Recently, a man at my work wanted me to draw the junction of a double screw conveyor. It was a long screw conveyor, and had a hanger bearing in the middle that was causing some trouble. This was the junction.
In the "olden days" I used to use a 2D lisp routine to draw a screw conveyor. This was my first request since those days to actually draw a screw. Usually we just draw the outside casing and this is all you really need, unless you are a manufacturer of screw conveyors.

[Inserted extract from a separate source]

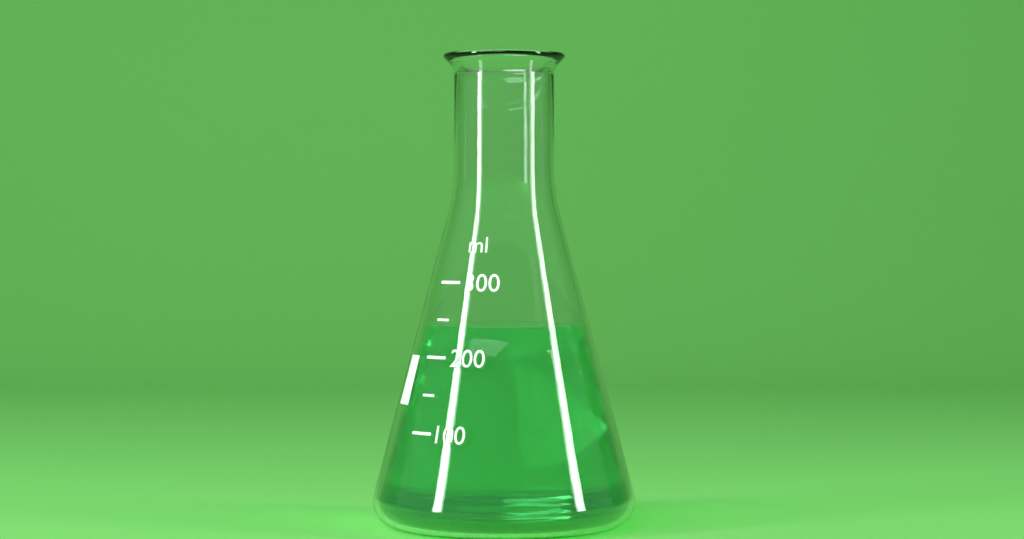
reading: 240 ml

No worries, I thought, I'll just draw a helix, and sweep a rectangle along the helix. Yes, it is that simple. If you have release 13 that is! At work I am on release 12 and spent 2 hours trying to persuade Autocad to this. In the end I googled it. Humf! It appears no easy "how to do it" is there. The nearest I got was someone drawing an acme screw thread.

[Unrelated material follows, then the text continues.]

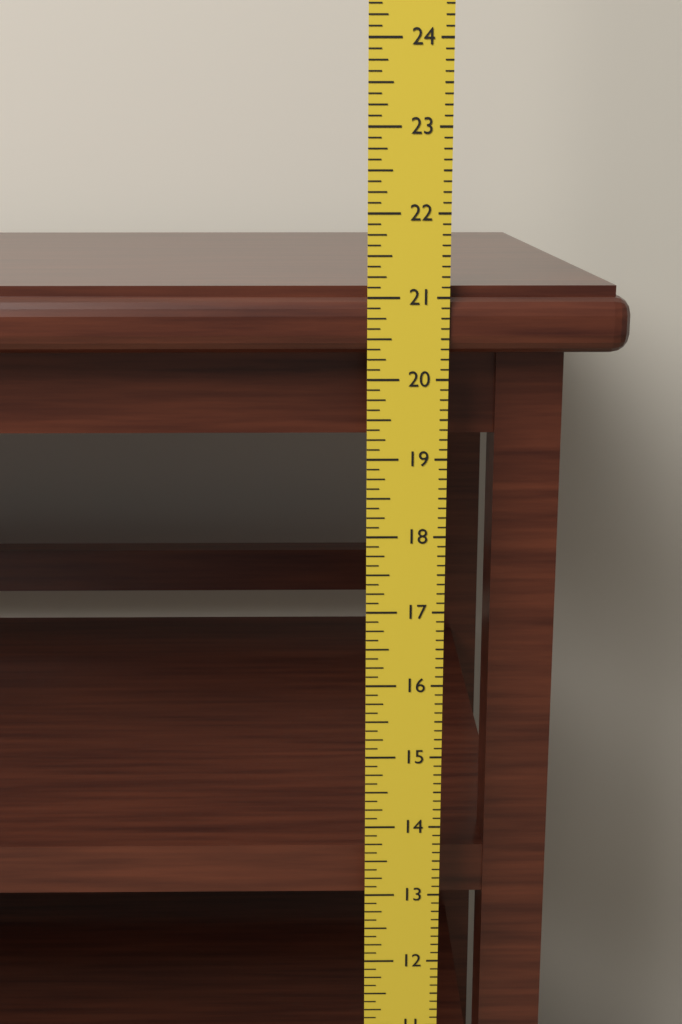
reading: 21.125 in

After about 2 hours I discovered you could do it, but you had to input in a value for twist of about 30 degrees.
On another subject, my website, bilrocad.com seems in for the chop. At one stage I had advertising on it and thought it might pay it's way. This was not to be. The people at BlueHost did give me an extra year for free though.

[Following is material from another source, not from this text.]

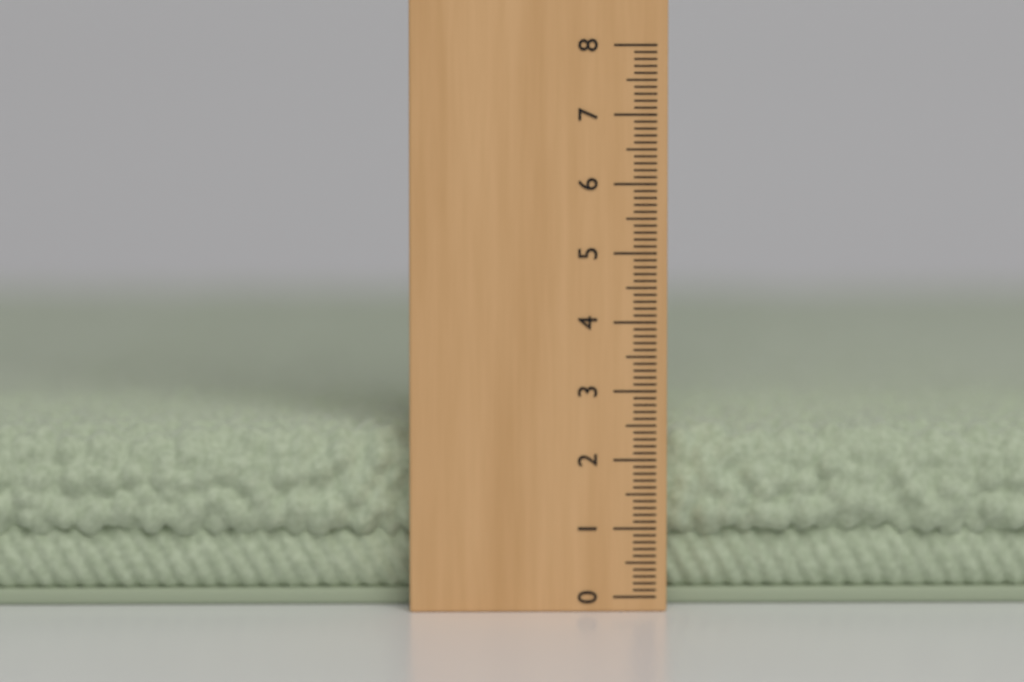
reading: 2.5 (no unit)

Anyway, here is my method for release 13:
1. Draw a shaft - usually these are from 80NB pipe, ie about 89mm outside diameter, say 3000mm high.
2. Draw helix. In my example, I used a base and top radius of 123.75mm, 10 turns and a height of 3000mm.
3. Draw a rectangle. I drew one 158.5mm x 10mm so that my outside diameter would end up around 406mm.
4. Issue the sweep command, pick the rectangle and then pick the helix: Job done!